What's especially hilarious is that you're mocking the idea that purchases influence the market while simultaneously describing exactly how markets work. Thousands of people making the same "it's only twenty bucks" decision absolutely affects industry behavior. That's exactly how we ended up with early access abuse, live-service cash grabs, day-one DLC, and games launching in states that would've been considered embarrassing a decade ago.
So no, your single $20 purchase isn't going to magically make games cost $100. But millions of consumers collectively lowering their standards and rewarding shoddy products absolutely contributes to the incentives that lead to higher prices, worse launches, and less accountability. The industry didn't get here by accident. It got here because too many people keep opening their wallets and say, "Good enough."
Your welcome to shoulder the gaming market. For myself, its a hobby. Something to do where I relax and forget about real life, destress etc. So when I purchase a game, the only thing I care about is "am I having fun" and "is it worth or going to be worth the money to play". Sometimes its not, a game looks great but then just blows. You can't always try things before buying, and reading other people's reviews is that not the best way figure out for yourself. They help, if you ignore obvious personal bias, but trying something is really the only way. There's always been bad games and good games, this is not a new phenomenon or because gamers buy bad games, its human nature. It is not a new thing,.
For something like this, 20 bucks, and I get ~20 hours or more, of fun out of it, it was worth it. I'm not preordering it, probably give it time to cook a little, get any server issues and/or major game issues out of the way and then try it. Since iirc its single player oriented, you can jump in at any time. And I have zero inclination or plan to pay any sub, they can fuck off with that. But 20 dollars is just cheap enough to buy without trying it. Would I like it less, but I would like everything less too, just like a company will always want more. The only legitimate complaints ive heard about this game is balancing(which is always a hot topic in these types of games), everything else seems solely on who is behind it.
I never go into any game, now or previously expecting a multi month engagement or years, if those happen great, but its a rarity. And its not a new thing, gaming has been that way for decades.

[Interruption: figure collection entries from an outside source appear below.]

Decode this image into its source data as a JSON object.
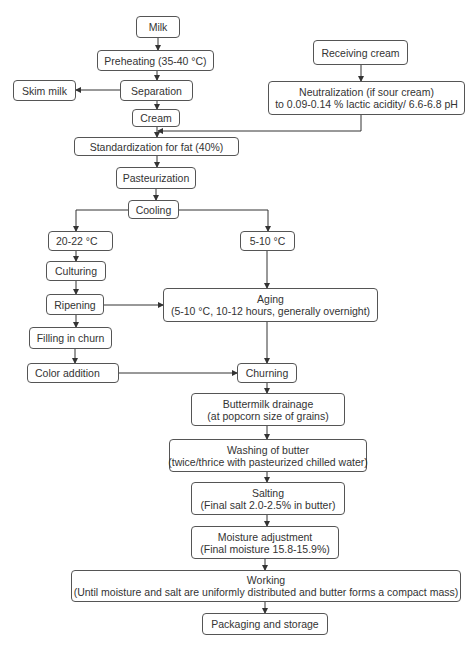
{
  "diagram": {
    "type": "flowchart",
    "nodes": {
      "milk": {
        "lines": [
          "Milk"
        ]
      },
      "preheating": {
        "lines": [
          "Preheating (35-40 °C)"
        ]
      },
      "separation": {
        "lines": [
          "Separation"
        ]
      },
      "skim_milk": {
        "lines": [
          "Skim milk"
        ]
      },
      "cream": {
        "lines": [
          "Cream"
        ]
      },
      "receiving_cream": {
        "lines": [
          "Receiving cream"
        ]
      },
      "neutralization": {
        "lines": [
          "Neutralization (if sour cream)",
          "to 0.09-0.14 % lactic acidity/ 6.6-6.8 pH"
        ]
      },
      "standardization": {
        "lines": [
          "Standardization for fat (40%)"
        ]
      },
      "pasteurization": {
        "lines": [
          "Pasteurization"
        ]
      },
      "cooling": {
        "lines": [
          "Cooling"
        ]
      },
      "temp_20_22": {
        "lines": [
          "20-22 °C"
        ]
      },
      "temp_5_10": {
        "lines": [
          "5-10 °C"
        ]
      },
      "culturing": {
        "lines": [
          "Culturing"
        ]
      },
      "ripening": {
        "lines": [
          "Ripening"
        ]
      },
      "aging": {
        "lines": [
          "Aging",
          "(5-10 °C, 10-12 hours, generally overnight)"
        ]
      },
      "filling": {
        "lines": [
          "Filling in churn"
        ]
      },
      "color_addition": {
        "lines": [
          "Color addition"
        ]
      },
      "churning": {
        "lines": [
          "Churning"
        ]
      },
      "buttermilk": {
        "lines": [
          "Buttermilk drainage",
          "(at popcorn size of grains)"
        ]
      },
      "washing": {
        "lines": [
          "Washing of butter",
          "(twice/thrice with pasteurized chilled water)"
        ]
      },
      "salting": {
        "lines": [
          "Salting",
          "(Final salt 2.0-2.5% in butter)"
        ]
      },
      "moisture": {
        "lines": [
          "Moisture adjustment",
          "(Final moisture 15.8-15.9%)"
        ]
      },
      "working": {
        "lines": [
          "Working",
          "(Until moisture and salt are uniformly distributed and butter forms a compact mass)"
        ]
      },
      "packaging": {
        "lines": [
          "Packaging and storage"
        ]
      }
    },
    "edges": [
      [
        "milk",
        "preheating"
      ],
      [
        "preheating",
        "separation"
      ],
      [
        "separation",
        "skim_milk"
      ],
      [
        "separation",
        "cream"
      ],
      [
        "receiving_cream",
        "neutralization"
      ],
      [
        "neutralization",
        "standardization"
      ],
      [
        "cream",
        "standardization"
      ],
      [
        "standardization",
        "pasteurization"
      ],
      [
        "pasteurization",
        "cooling"
      ],
      [
        "cooling",
        "temp_20_22"
      ],
      [
        "cooling",
        "temp_5_10"
      ],
      [
        "temp_20_22",
        "culturing"
      ],
      [
        "culturing",
        "ripening"
      ],
      [
        "ripening",
        "aging"
      ],
      [
        "temp_5_10",
        "aging"
      ],
      [
        "ripening",
        "filling"
      ],
      [
        "filling",
        "color_addition"
      ],
      [
        "color_addition",
        "churning"
      ],
      [
        "aging",
        "churning"
      ],
      [
        "churning",
        "buttermilk"
      ],
      [
        "buttermilk",
        "washing"
      ],
      [
        "washing",
        "salting"
      ],
      [
        "salting",
        "moisture"
      ],
      [
        "moisture",
        "working"
      ],
      [
        "working",
        "packaging"
      ]
    ]
  }
}
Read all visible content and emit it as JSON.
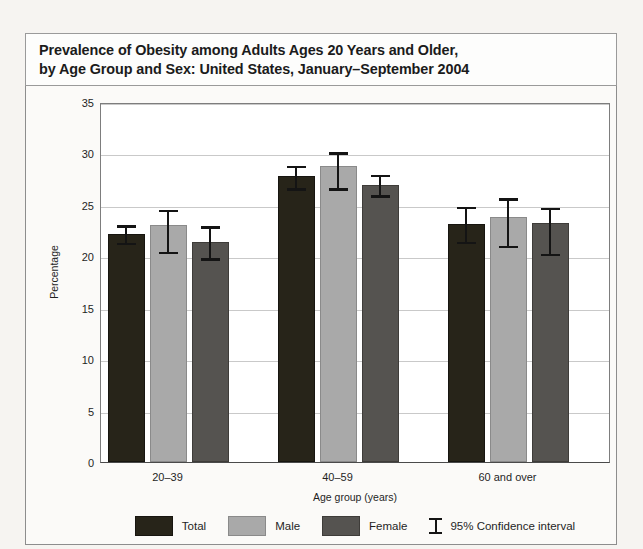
{
  "figure": {
    "title_line1": "Prevalence of Obesity among Adults Ages 20 Years and Older,",
    "title_line2": "by Age Group and Sex: United States, January–September 2004"
  },
  "chart_data": {
    "type": "bar",
    "title": "Prevalence of Obesity among Adults Ages 20 Years and Older, by Age Group and Sex: United States, January–September 2004",
    "xlabel": "Age group (years)",
    "ylabel": "Percentage",
    "ylim": [
      0,
      35
    ],
    "yticks": [
      0,
      5,
      10,
      15,
      20,
      25,
      30,
      35
    ],
    "grid": true,
    "legend_position": "bottom",
    "categories": [
      "20–39",
      "40–59",
      "60 and over"
    ],
    "series": [
      {
        "name": "Total",
        "color": "#272419",
        "values": [
          22.2,
          27.8,
          23.1
        ],
        "ci_low": [
          21.4,
          26.7,
          21.5
        ],
        "ci_high": [
          23.1,
          28.9,
          24.9
        ]
      },
      {
        "name": "Male",
        "color": "#a9a9a9",
        "values": [
          23.0,
          28.8,
          23.8
        ],
        "ci_low": [
          20.5,
          26.7,
          21.1
        ],
        "ci_high": [
          24.6,
          30.2,
          25.7
        ]
      },
      {
        "name": "Female",
        "color": "#555350",
        "values": [
          21.4,
          26.9,
          23.2
        ],
        "ci_low": [
          19.9,
          26.0,
          20.3
        ],
        "ci_high": [
          23.0,
          28.0,
          24.8
        ]
      }
    ],
    "error_legend": "95% Confidence interval"
  }
}
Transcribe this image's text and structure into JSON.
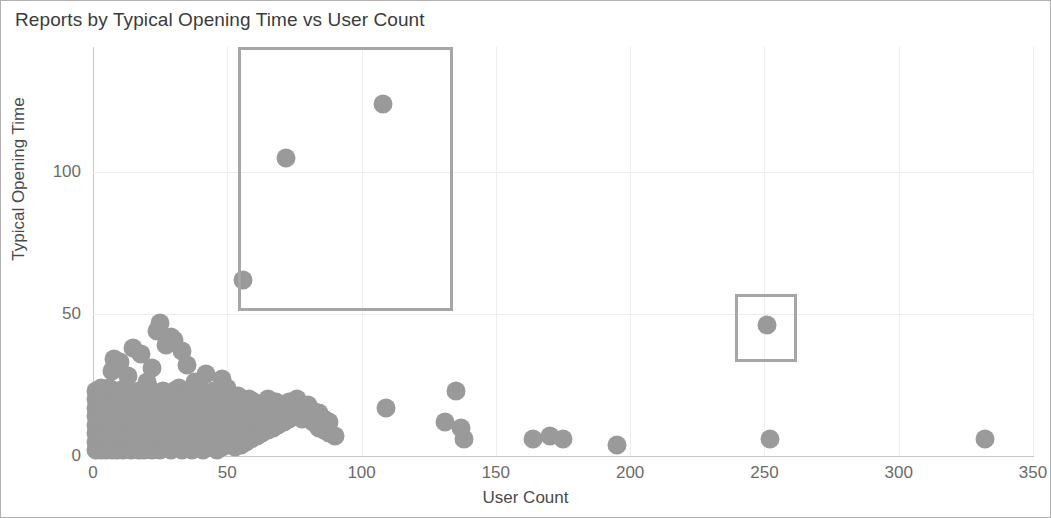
{
  "chart_data": {
    "type": "scatter",
    "title": "Reports by Typical Opening Time vs User Count",
    "xlabel": "User Count",
    "ylabel": "Typical Opening Time",
    "xlim": [
      0,
      350
    ],
    "ylim": [
      0,
      144
    ],
    "xticks": [
      0,
      50,
      100,
      150,
      200,
      250,
      300,
      350
    ],
    "yticks": [
      0,
      50,
      100
    ],
    "xtick_labels": [
      "0",
      "50",
      "100",
      "150",
      "200",
      "250",
      "300",
      "350"
    ],
    "ytick_labels": [
      "0",
      "50",
      "100"
    ],
    "grid": true,
    "legend": null,
    "marker_color": "#9a9a9a",
    "marker_size": 19,
    "points": [
      [
        1,
        2
      ],
      [
        1,
        5
      ],
      [
        1,
        8
      ],
      [
        1,
        11
      ],
      [
        1,
        14
      ],
      [
        1,
        17
      ],
      [
        1,
        20
      ],
      [
        1,
        23
      ],
      [
        2,
        3
      ],
      [
        2,
        6
      ],
      [
        2,
        9
      ],
      [
        2,
        13
      ],
      [
        2,
        16
      ],
      [
        2,
        19
      ],
      [
        2,
        22
      ],
      [
        3,
        2
      ],
      [
        3,
        5
      ],
      [
        3,
        8
      ],
      [
        3,
        12
      ],
      [
        3,
        15
      ],
      [
        3,
        18
      ],
      [
        3,
        21
      ],
      [
        3,
        24
      ],
      [
        4,
        3
      ],
      [
        4,
        7
      ],
      [
        4,
        10
      ],
      [
        4,
        14
      ],
      [
        4,
        17
      ],
      [
        4,
        20
      ],
      [
        4,
        23
      ],
      [
        5,
        2
      ],
      [
        5,
        5
      ],
      [
        5,
        9
      ],
      [
        5,
        12
      ],
      [
        5,
        16
      ],
      [
        5,
        19
      ],
      [
        5,
        22
      ],
      [
        6,
        3
      ],
      [
        6,
        6
      ],
      [
        6,
        10
      ],
      [
        6,
        13
      ],
      [
        6,
        17
      ],
      [
        6,
        20
      ],
      [
        6,
        24
      ],
      [
        7,
        2
      ],
      [
        7,
        5
      ],
      [
        7,
        8
      ],
      [
        7,
        12
      ],
      [
        7,
        15
      ],
      [
        7,
        19
      ],
      [
        7,
        22
      ],
      [
        7,
        30
      ],
      [
        8,
        3
      ],
      [
        8,
        7
      ],
      [
        8,
        11
      ],
      [
        8,
        14
      ],
      [
        8,
        18
      ],
      [
        8,
        21
      ],
      [
        8,
        34
      ],
      [
        9,
        2
      ],
      [
        9,
        6
      ],
      [
        9,
        9
      ],
      [
        9,
        13
      ],
      [
        9,
        16
      ],
      [
        9,
        20
      ],
      [
        9,
        23
      ],
      [
        10,
        3
      ],
      [
        10,
        8
      ],
      [
        10,
        12
      ],
      [
        10,
        15
      ],
      [
        10,
        19
      ],
      [
        10,
        22
      ],
      [
        10,
        33
      ],
      [
        11,
        2
      ],
      [
        11,
        5
      ],
      [
        11,
        10
      ],
      [
        11,
        14
      ],
      [
        11,
        17
      ],
      [
        11,
        21
      ],
      [
        12,
        4
      ],
      [
        12,
        7
      ],
      [
        12,
        11
      ],
      [
        12,
        15
      ],
      [
        12,
        18
      ],
      [
        12,
        24
      ],
      [
        13,
        3
      ],
      [
        13,
        6
      ],
      [
        13,
        9
      ],
      [
        13,
        13
      ],
      [
        13,
        17
      ],
      [
        13,
        20
      ],
      [
        13,
        28
      ],
      [
        14,
        2
      ],
      [
        14,
        5
      ],
      [
        14,
        10
      ],
      [
        14,
        14
      ],
      [
        14,
        18
      ],
      [
        14,
        22
      ],
      [
        15,
        3
      ],
      [
        15,
        7
      ],
      [
        15,
        12
      ],
      [
        15,
        16
      ],
      [
        15,
        19
      ],
      [
        15,
        38
      ],
      [
        16,
        4
      ],
      [
        16,
        8
      ],
      [
        16,
        11
      ],
      [
        16,
        15
      ],
      [
        16,
        21
      ],
      [
        17,
        2
      ],
      [
        17,
        6
      ],
      [
        17,
        10
      ],
      [
        17,
        14
      ],
      [
        17,
        18
      ],
      [
        17,
        23
      ],
      [
        18,
        3
      ],
      [
        18,
        7
      ],
      [
        18,
        12
      ],
      [
        18,
        16
      ],
      [
        18,
        20
      ],
      [
        18,
        36
      ],
      [
        19,
        2
      ],
      [
        19,
        5
      ],
      [
        19,
        9
      ],
      [
        19,
        13
      ],
      [
        19,
        17
      ],
      [
        19,
        22
      ],
      [
        20,
        4
      ],
      [
        20,
        8
      ],
      [
        20,
        11
      ],
      [
        20,
        15
      ],
      [
        20,
        19
      ],
      [
        20,
        26
      ],
      [
        21,
        3
      ],
      [
        21,
        6
      ],
      [
        21,
        10
      ],
      [
        21,
        14
      ],
      [
        21,
        18
      ],
      [
        21,
        24
      ],
      [
        22,
        2
      ],
      [
        22,
        7
      ],
      [
        22,
        12
      ],
      [
        22,
        16
      ],
      [
        22,
        20
      ],
      [
        22,
        31
      ],
      [
        23,
        4
      ],
      [
        23,
        9
      ],
      [
        23,
        13
      ],
      [
        23,
        17
      ],
      [
        23,
        22
      ],
      [
        24,
        3
      ],
      [
        24,
        6
      ],
      [
        24,
        11
      ],
      [
        24,
        15
      ],
      [
        24,
        19
      ],
      [
        24,
        44
      ],
      [
        25,
        2
      ],
      [
        25,
        8
      ],
      [
        25,
        12
      ],
      [
        25,
        16
      ],
      [
        25,
        21
      ],
      [
        25,
        47
      ],
      [
        26,
        5
      ],
      [
        26,
        10
      ],
      [
        26,
        14
      ],
      [
        26,
        18
      ],
      [
        26,
        23
      ],
      [
        27,
        3
      ],
      [
        27,
        7
      ],
      [
        27,
        11
      ],
      [
        27,
        16
      ],
      [
        27,
        20
      ],
      [
        27,
        39
      ],
      [
        28,
        4
      ],
      [
        28,
        9
      ],
      [
        28,
        13
      ],
      [
        28,
        17
      ],
      [
        28,
        22
      ],
      [
        29,
        2
      ],
      [
        29,
        6
      ],
      [
        29,
        12
      ],
      [
        29,
        15
      ],
      [
        29,
        19
      ],
      [
        29,
        42
      ],
      [
        30,
        5
      ],
      [
        30,
        8
      ],
      [
        30,
        14
      ],
      [
        30,
        18
      ],
      [
        30,
        23
      ],
      [
        30,
        41
      ],
      [
        31,
        3
      ],
      [
        31,
        7
      ],
      [
        31,
        11
      ],
      [
        31,
        16
      ],
      [
        31,
        20
      ],
      [
        32,
        4
      ],
      [
        32,
        9
      ],
      [
        32,
        13
      ],
      [
        32,
        17
      ],
      [
        32,
        24
      ],
      [
        33,
        2
      ],
      [
        33,
        6
      ],
      [
        33,
        10
      ],
      [
        33,
        15
      ],
      [
        33,
        19
      ],
      [
        33,
        37
      ],
      [
        34,
        5
      ],
      [
        34,
        8
      ],
      [
        34,
        12
      ],
      [
        34,
        18
      ],
      [
        34,
        22
      ],
      [
        35,
        3
      ],
      [
        35,
        7
      ],
      [
        35,
        14
      ],
      [
        35,
        17
      ],
      [
        35,
        21
      ],
      [
        35,
        32
      ],
      [
        36,
        4
      ],
      [
        36,
        9
      ],
      [
        36,
        11
      ],
      [
        36,
        16
      ],
      [
        36,
        20
      ],
      [
        37,
        2
      ],
      [
        37,
        6
      ],
      [
        37,
        13
      ],
      [
        37,
        18
      ],
      [
        37,
        23
      ],
      [
        38,
        5
      ],
      [
        38,
        10
      ],
      [
        38,
        15
      ],
      [
        38,
        19
      ],
      [
        38,
        26
      ],
      [
        39,
        3
      ],
      [
        39,
        8
      ],
      [
        39,
        12
      ],
      [
        39,
        17
      ],
      [
        39,
        21
      ],
      [
        40,
        4
      ],
      [
        40,
        7
      ],
      [
        40,
        14
      ],
      [
        40,
        18
      ],
      [
        40,
        24
      ],
      [
        41,
        2
      ],
      [
        41,
        9
      ],
      [
        41,
        13
      ],
      [
        41,
        16
      ],
      [
        41,
        20
      ],
      [
        42,
        5
      ],
      [
        42,
        11
      ],
      [
        42,
        15
      ],
      [
        42,
        19
      ],
      [
        42,
        29
      ],
      [
        43,
        3
      ],
      [
        43,
        8
      ],
      [
        43,
        12
      ],
      [
        43,
        17
      ],
      [
        43,
        22
      ],
      [
        44,
        6
      ],
      [
        44,
        10
      ],
      [
        44,
        14
      ],
      [
        44,
        18
      ],
      [
        45,
        4
      ],
      [
        45,
        9
      ],
      [
        45,
        13
      ],
      [
        45,
        19
      ],
      [
        45,
        23
      ],
      [
        46,
        2
      ],
      [
        46,
        7
      ],
      [
        46,
        12
      ],
      [
        46,
        16
      ],
      [
        46,
        21
      ],
      [
        47,
        5
      ],
      [
        47,
        10
      ],
      [
        47,
        15
      ],
      [
        47,
        20
      ],
      [
        48,
        3
      ],
      [
        48,
        8
      ],
      [
        48,
        13
      ],
      [
        48,
        18
      ],
      [
        48,
        27
      ],
      [
        49,
        6
      ],
      [
        49,
        11
      ],
      [
        49,
        16
      ],
      [
        49,
        22
      ],
      [
        50,
        4
      ],
      [
        50,
        9
      ],
      [
        50,
        14
      ],
      [
        50,
        19
      ],
      [
        50,
        24
      ],
      [
        51,
        7
      ],
      [
        51,
        12
      ],
      [
        51,
        17
      ],
      [
        52,
        5
      ],
      [
        52,
        10
      ],
      [
        52,
        15
      ],
      [
        52,
        20
      ],
      [
        53,
        3
      ],
      [
        53,
        8
      ],
      [
        53,
        13
      ],
      [
        53,
        18
      ],
      [
        54,
        6
      ],
      [
        54,
        11
      ],
      [
        54,
        16
      ],
      [
        54,
        21
      ],
      [
        55,
        4
      ],
      [
        55,
        9
      ],
      [
        55,
        14
      ],
      [
        55,
        19
      ],
      [
        56,
        7
      ],
      [
        56,
        12
      ],
      [
        56,
        62
      ],
      [
        57,
        5
      ],
      [
        57,
        10
      ],
      [
        57,
        17
      ],
      [
        58,
        8
      ],
      [
        58,
        13
      ],
      [
        58,
        20
      ],
      [
        59,
        6
      ],
      [
        59,
        11
      ],
      [
        59,
        16
      ],
      [
        60,
        9
      ],
      [
        60,
        14
      ],
      [
        60,
        19
      ],
      [
        61,
        7
      ],
      [
        61,
        12
      ],
      [
        62,
        10
      ],
      [
        62,
        15
      ],
      [
        63,
        8
      ],
      [
        63,
        13
      ],
      [
        63,
        18
      ],
      [
        64,
        11
      ],
      [
        64,
        16
      ],
      [
        65,
        9
      ],
      [
        65,
        14
      ],
      [
        65,
        20
      ],
      [
        66,
        12
      ],
      [
        66,
        17
      ],
      [
        67,
        10
      ],
      [
        67,
        15
      ],
      [
        68,
        13
      ],
      [
        68,
        19
      ],
      [
        69,
        11
      ],
      [
        69,
        16
      ],
      [
        70,
        14
      ],
      [
        70,
        18
      ],
      [
        71,
        12
      ],
      [
        71,
        17
      ],
      [
        72,
        15
      ],
      [
        72,
        105
      ],
      [
        73,
        13
      ],
      [
        73,
        19
      ],
      [
        74,
        16
      ],
      [
        75,
        14
      ],
      [
        75,
        18
      ],
      [
        76,
        15
      ],
      [
        76,
        20
      ],
      [
        78,
        13
      ],
      [
        78,
        17
      ],
      [
        80,
        14
      ],
      [
        80,
        18
      ],
      [
        82,
        12
      ],
      [
        82,
        16
      ],
      [
        84,
        10
      ],
      [
        84,
        15
      ],
      [
        86,
        9
      ],
      [
        86,
        13
      ],
      [
        88,
        8
      ],
      [
        88,
        12
      ],
      [
        90,
        7
      ],
      [
        108,
        124
      ],
      [
        109,
        17
      ],
      [
        131,
        12
      ],
      [
        135,
        23
      ],
      [
        137,
        10
      ],
      [
        138,
        6
      ],
      [
        164,
        6
      ],
      [
        170,
        7
      ],
      [
        175,
        6
      ],
      [
        195,
        4
      ],
      [
        251,
        46
      ],
      [
        252,
        6
      ],
      [
        332,
        6
      ]
    ],
    "selection_boxes": [
      {
        "x0": 54,
        "y0": 51,
        "x1": 134,
        "y1": 144,
        "label": "large-outlier-selection"
      },
      {
        "x0": 239,
        "y0": 33,
        "x1": 262,
        "y1": 57,
        "label": "small-outlier-selection"
      }
    ],
    "selection_border_color": "#a6a6a6"
  }
}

Also anyone here is a liar if they haven't wasted 20 bucks on something worse. And gotten nothing out of it or even less. But if gaming is the hill you want to die on to protest wasted money, you go right ahead. I worry about what I spend MY money on , if I dont like a product I dont buy it, if someone else does, well that is their money. It's gaming, not RL. I'm not here to karen over some middle age dudes about where to spend their money and to act responsible. If it gets too expensive or gaming somehow turns into every game is bad, I find a new hobby.
You want to change consumer behavior, you better get a much stronger and influential voice, otherwise you are wasting your breath and on a hobby of all things, a hobby funnily enough millions will tell you is ALL a waste of money, good or bad games.